My poor little Mama had had enough to adjust to, with being uprooted from her home turf in rural Georgia to start a new life and a new family in the Pennsylvania Dutch city of York, Pa. Now, with two young children and one on the way (that would be me), she had the anxiety of dealing with having a Gypsy encampment right on the other side of the fence at the back of their small yard. She’d seen the horse drawn wagons of Gypsy caravans pass by Baxley, Georgia when she was a child, had heard from her mother that, as a people, they endorsed thievery as a life strategy. So she spent anxious hours watching to assure they didn’t steal her kids’ toys from the backyard, or worse still, steal her kids. I heard this story several times when I was growing up, though recently when I asked her about it, at the age of 90, it doesn’t seem to be one of the stories that stuck with her. It makes me wonder which stories that I’ve told my kids about my life will be the defining ones for them in spite of their being relatively insignificant stories in my own narrative.
But the gypsy stories intrigued me, partly because we as a people are always fascinated with gypsies, and because at those times when kids imagine running away from home, I had the alternative fantasy of wondering what my life might have been if those gypsies had kidnapped me (not that I think for a minute at this point in my life that those gypsies were looking for another mouth to feed).

Being a well-stirred genetic product of 250 years in the melting pot of America is a point of pride for me, but there have been times when I felt envious of others’ ethnicity. I have longed. at times, for the sense of identity and belonging to an intractable and distinct subculture that ethnicity allows and sometimes mandates, and no ethnicity embodies that sense of belonging, and the accompanying sense of estrangement from the surrounding culture, more than Gypsies. Nobody knows exactly how long gypsies have roamed Europe, and later America, but we do know now that their origins are in India, not Egypt as was first assumed, the assumption from which they got their collective name, and it’s a sign of their separation from the larger culture that they never felt the need to correct that assumption.

The mandolin

So there was a fantasy in mind as I worked on this mando. This is a mandolin sized version of the Bohemian mandocello that I made in the spring. It has a similar back carved from padauk and maple, a one piece neck with violin type scroll of big leaf maple, a maple fretboad (13 7/8″ scale) bound with bloodwood/ebony/holly/ebony, with green abalone markers, canted top of Alaskan Sitka, tortoise celluloid bindings with wood purflings, mahogany sides, padauk headstock overlay (of course!).
I called it Gypsy because it doesn’t strictly follow any tradition, but that all its elements are traditional ones conjured the thought that this could be a gypsy mandolin, unique and indifferent to popular culture, a mandolin that, on the night before a new migration, and the wagons were packed, Aunt Zora might bring out from its special place, tucked into a trunk full of colorful silk scarves, to play by the campfire while her daughters sang songs in whatever language that gypsies sing in, songs of their trials and triumphs.
Or, it could be plugged into a stack of Marshalls, and played with the great Gypsy-Punk band, Gogol Bordello.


### What you have to do
Your answer must be the full set of records, copied exactly, with no pictures in it.

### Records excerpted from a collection
###

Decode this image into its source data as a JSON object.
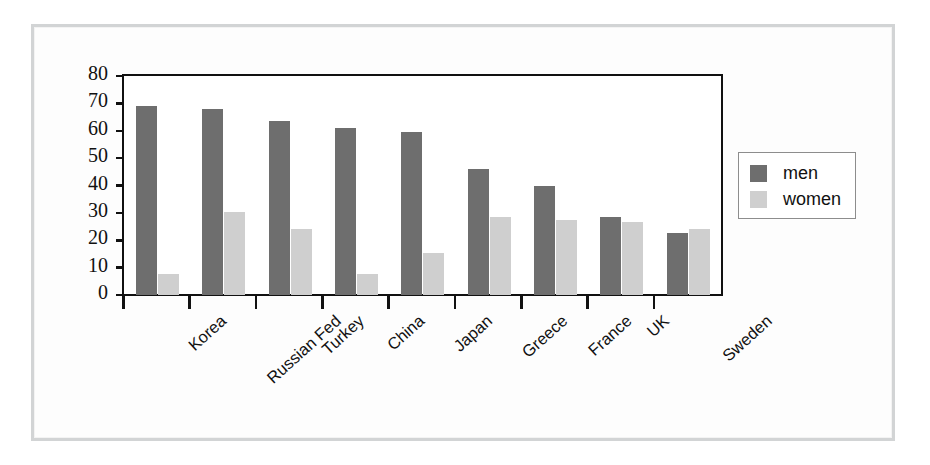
{
  "chart_data": {
    "type": "bar",
    "title": "",
    "subtitle": "",
    "xlabel": "",
    "ylabel": "",
    "ylim": [
      0,
      80
    ],
    "yticks": [
      0,
      10,
      20,
      30,
      40,
      50,
      60,
      70,
      80
    ],
    "ytick_labels": [
      "0",
      "10",
      "20",
      "30",
      "40",
      "50",
      "60",
      "70",
      "80"
    ],
    "grid": false,
    "legend_position": "right",
    "categories": [
      "Korea",
      "Russian Fed",
      "Turkey",
      "China",
      "Japan",
      "Greece",
      "France",
      "UK",
      "Sweden"
    ],
    "series": [
      {
        "name": "men",
        "color": "#6e6e6e",
        "values": [
          69,
          68,
          63.5,
          61,
          59.5,
          46,
          40,
          28.5,
          22.5
        ]
      },
      {
        "name": "women",
        "color": "#cfcfcf",
        "values": [
          7.5,
          30.5,
          24,
          7.5,
          15.5,
          28.5,
          27.5,
          26.5,
          24
        ]
      }
    ]
  },
  "legend": {
    "entries": [
      {
        "label": "men",
        "color": "#6e6e6e"
      },
      {
        "label": "women",
        "color": "#cfcfcf"
      }
    ]
  },
  "colors": {
    "men": "#6e6e6e",
    "women": "#cfcfcf",
    "axis": "#111111",
    "panel_border": "#d2d4d5",
    "page_background": "#ffffff"
  }
}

###

### Answer to the problem
Decode this image into its source data as a JSON object.
{
  "chart_data": {
    "type": "bar",
    "title": "",
    "subtitle": "",
    "xlabel": "",
    "ylabel": "",
    "ylim": [
      0,
      80
    ],
    "yticks": [
      0,
      10,
      20,
      30,
      40,
      50,
      60,
      70,
      80
    ],
    "ytick_labels": [
      "0",
      "10",
      "20",
      "30",
      "40",
      "50",
      "60",
      "70",
      "80"
    ],
    "grid": false,
    "legend_position": "right",
    "categories": [
      "Korea",
      "Russian Fed",
      "Turkey",
      "China",
      "Japan",
      "Greece",
      "France",
      "UK",
      "Sweden"
    ],
    "series": [
      {
        "name": "men",
        "color": "#6e6e6e",
        "values": [
          69,
          68,
          63.5,
          61,
          59.5,
          46,
          40,
          28.5,
          22.5
        ]
      },
      {
        "name": "women",
        "color": "#cfcfcf",
        "values": [
          7.5,
          30.5,
          24,
          7.5,
          15.5,
          28.5,
          27.5,
          26.5,
          24
        ]
      }
    ]
  },
  "legend": {
    "entries": [
      {
        "label": "men",
        "color": "#6e6e6e"
      },
      {
        "label": "women",
        "color": "#cfcfcf"
      }
    ]
  },
  "colors": {
    "men": "#6e6e6e",
    "women": "#cfcfcf",
    "axis": "#111111",
    "panel_border": "#d2d4d5",
    "page_background": "#ffffff"
  }
}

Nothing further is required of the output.